Low Carb San Diego 2026 is shaping up as more than a meetup for people counting carbs. At the Wyndham San Diego Bayside Hotel in San Diego, the four-day Symposium for Metabolic Health will pull together the low-carb world’s clinical side, with talks that reach beyond meal planning into brain health, women’s health and chronic disease care.
The meeting runs August 13-16, 2026, and attendees can join in person or via livestream. In-person tickets are listed at $499, with livestream access at $99. LowCarbUSA says the symposium is ACCME-accredited and offers 28 AMA PRA Category 1 Credits, along with four years of CEU credit for NASN practitioners, which gives the event real weight for clinicians trying to keep up with the fast-moving metabolic health conversation.

For a keto enthusiast, the value is practical as much as scientific. LowCarbUSA says the audience includes healthcare professionals, researchers and health-conscious attendees who want evidence-based approaches for type 2 diabetes, obesity, cardiovascular disease and related issues. That means the sessions are likely to touch the questions people actually take home from a conference: how carbohydrate reduction fits with GLP-1 therapies, what changes when metabolic therapy is used for neurological and mental health conditions, and where low-carb eating still has room to grow in everyday care.
A special focus day, The Metabolic Roots of Obesity & Type 2 Diabetes, will anchor the program. LowCarbUSA says that day will cover GLP-1s, neurological and mental health applications of metabolic therapy, women’s health across the lifespan, longevity, exercise physiology, vegetarian ketogenic approaches, and food systems policy. The program is expected to feature more than 20 expert presenters, including Peter Ballerstedt, PhD, on malnutrition, ruminants, sustainability, animal-source foods and protein quality; Robert Cywes on obesity and type 2 diabetes; Ben Bocchicchio on career opportunities in metabolic health; Siobhan Huggins on whether improving metabolic health could help prevent cancer treatment-related lymphedema; and Adrian Soto-Mota on a pilot study comparing a door-delivered ketogenic diet with ADA-style meals for people with type 1 diabetes, type 2 diabetes and prediabetes.
Poster presentations will also be part of the San Diego schedule, with a $99 fee for accepted abstracts that is waived for SMHP members, including student members. LowCarbUSA says recordings and educational resources will be available, and the organization is positioning the event as part of a broader mission around therapeutic carbohydrate reduction and metabolic therapies.
Doug Reynolds and Brian Lenzkes have described this as the 11th Annual Symposium for Metabolic Health, and Reynolds has said that “everything came out of that one event” in San Diego in 2016. That origin still matters here: what began as a niche gathering now reads like a map of where low-carb culture is headed, with brain health, cardiometabolic disease and clinical nutrition all sharing the same stage.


- PROBLEM -
The full listing is to be written out again, unchanged.

(RECORDS TO PROCESS)

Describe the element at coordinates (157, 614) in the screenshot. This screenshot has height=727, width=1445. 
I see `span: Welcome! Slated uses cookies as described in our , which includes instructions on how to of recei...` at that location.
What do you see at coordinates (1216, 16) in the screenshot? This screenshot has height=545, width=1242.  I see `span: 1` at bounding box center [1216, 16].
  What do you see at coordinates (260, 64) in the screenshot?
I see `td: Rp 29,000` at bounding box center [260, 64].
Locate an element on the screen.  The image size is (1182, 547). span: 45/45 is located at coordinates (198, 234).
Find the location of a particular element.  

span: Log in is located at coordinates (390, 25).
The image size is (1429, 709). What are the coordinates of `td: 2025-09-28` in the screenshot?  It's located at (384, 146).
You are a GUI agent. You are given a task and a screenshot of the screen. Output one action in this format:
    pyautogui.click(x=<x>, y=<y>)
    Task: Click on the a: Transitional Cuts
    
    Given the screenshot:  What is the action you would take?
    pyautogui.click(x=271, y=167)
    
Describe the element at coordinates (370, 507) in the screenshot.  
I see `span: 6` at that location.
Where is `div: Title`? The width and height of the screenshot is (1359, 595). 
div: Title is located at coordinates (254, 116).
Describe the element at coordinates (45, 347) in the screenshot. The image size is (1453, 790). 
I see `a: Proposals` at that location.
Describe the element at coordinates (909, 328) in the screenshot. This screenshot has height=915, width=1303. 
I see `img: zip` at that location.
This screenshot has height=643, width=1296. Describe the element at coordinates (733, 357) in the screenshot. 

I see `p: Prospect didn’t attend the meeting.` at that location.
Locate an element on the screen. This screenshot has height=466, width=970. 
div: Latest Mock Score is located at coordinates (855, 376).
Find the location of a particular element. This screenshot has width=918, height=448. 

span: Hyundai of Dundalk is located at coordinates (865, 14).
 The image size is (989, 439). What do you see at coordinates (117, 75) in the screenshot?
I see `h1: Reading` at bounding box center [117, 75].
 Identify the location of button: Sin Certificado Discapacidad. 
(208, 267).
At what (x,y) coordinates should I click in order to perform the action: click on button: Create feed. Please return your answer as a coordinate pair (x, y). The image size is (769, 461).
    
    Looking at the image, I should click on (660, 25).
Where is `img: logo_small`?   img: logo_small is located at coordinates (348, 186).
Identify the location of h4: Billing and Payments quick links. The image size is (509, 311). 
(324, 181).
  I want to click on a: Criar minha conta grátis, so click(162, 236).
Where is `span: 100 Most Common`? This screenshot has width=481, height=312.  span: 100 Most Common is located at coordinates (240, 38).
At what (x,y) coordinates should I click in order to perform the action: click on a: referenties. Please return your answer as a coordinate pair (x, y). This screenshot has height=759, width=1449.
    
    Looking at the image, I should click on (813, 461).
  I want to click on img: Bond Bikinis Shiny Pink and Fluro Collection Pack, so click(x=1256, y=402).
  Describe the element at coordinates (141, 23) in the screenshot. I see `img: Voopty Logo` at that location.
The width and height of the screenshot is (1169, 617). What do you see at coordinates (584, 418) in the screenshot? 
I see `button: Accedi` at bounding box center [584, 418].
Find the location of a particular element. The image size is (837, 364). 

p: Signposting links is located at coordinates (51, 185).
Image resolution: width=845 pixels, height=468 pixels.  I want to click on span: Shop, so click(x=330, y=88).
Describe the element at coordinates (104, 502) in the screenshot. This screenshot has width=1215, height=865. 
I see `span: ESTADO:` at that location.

(End RECORDS TO PROCESS)

- ANSWER SECTION -
Describe the element at coordinates (157, 614) in the screenshot. This screenshot has height=727, width=1445. 
I see `span: Welcome! Slated uses cookies as described in our , which includes instructions on how to of recei...` at that location.
What do you see at coordinates (1216, 16) in the screenshot? This screenshot has height=545, width=1242.  I see `span: 1` at bounding box center [1216, 16].
  What do you see at coordinates (260, 64) in the screenshot?
I see `td: Rp 29,000` at bounding box center [260, 64].
Locate an element on the screen.  The image size is (1182, 547). span: 45/45 is located at coordinates (198, 234).
Find the location of a particular element.  

span: Log in is located at coordinates (390, 25).
The image size is (1429, 709). What are the coordinates of `td: 2025-09-28` in the screenshot?  It's located at (384, 146).
You are a GUI agent. You are given a task and a screenshot of the screen. Output one action in this format:
    pyautogui.click(x=<x>, y=<y>)
    Task: Click on the a: Transitional Cuts
    
    Given the screenshot:  What is the action you would take?
    pyautogui.click(x=271, y=167)
    
Describe the element at coordinates (370, 507) in the screenshot.  
I see `span: 6` at that location.
Where is `div: Title`? The width and height of the screenshot is (1359, 595). 
div: Title is located at coordinates (254, 116).
Describe the element at coordinates (45, 347) in the screenshot. The image size is (1453, 790). 
I see `a: Proposals` at that location.
Describe the element at coordinates (909, 328) in the screenshot. This screenshot has height=915, width=1303. 
I see `img: zip` at that location.
This screenshot has height=643, width=1296. Describe the element at coordinates (733, 357) in the screenshot. 

I see `p: Prospect didn’t attend the meeting.` at that location.
Locate an element on the screen. This screenshot has height=466, width=970. 
div: Latest Mock Score is located at coordinates (855, 376).
Find the location of a particular element. This screenshot has width=918, height=448. 

span: Hyundai of Dundalk is located at coordinates (865, 14).
 The image size is (989, 439). What do you see at coordinates (117, 75) in the screenshot?
I see `h1: Reading` at bounding box center [117, 75].
 Identify the location of button: Sin Certificado Discapacidad. 
(208, 267).
At what (x,y) coordinates should I click in order to perform the action: click on button: Create feed. Please return your answer as a coordinate pair (x, y). The image size is (769, 461).
    
    Looking at the image, I should click on (660, 25).
Where is `img: logo_small`?   img: logo_small is located at coordinates (348, 186).
Identify the location of h4: Billing and Payments quick links. The image size is (509, 311). 
(324, 181).
  I want to click on a: Criar minha conta grátis, so click(162, 236).
Where is `span: 100 Most Common`? This screenshot has width=481, height=312.  span: 100 Most Common is located at coordinates (240, 38).
At what (x,y) coordinates should I click in order to perform the action: click on a: referenties. Please return your answer as a coordinate pair (x, y). This screenshot has height=759, width=1449.
    
    Looking at the image, I should click on (813, 461).
  I want to click on img: Bond Bikinis Shiny Pink and Fluro Collection Pack, so click(x=1256, y=402).
  Describe the element at coordinates (141, 23) in the screenshot. I see `img: Voopty Logo` at that location.
The width and height of the screenshot is (1169, 617). What do you see at coordinates (584, 418) in the screenshot? 
I see `button: Accedi` at bounding box center [584, 418].
Find the location of a particular element. The image size is (837, 364). 

p: Signposting links is located at coordinates (51, 185).
Image resolution: width=845 pixels, height=468 pixels.  I want to click on span: Shop, so click(x=330, y=88).
Describe the element at coordinates (104, 502) in the screenshot. This screenshot has width=1215, height=865. 
I see `span: ESTADO:` at that location.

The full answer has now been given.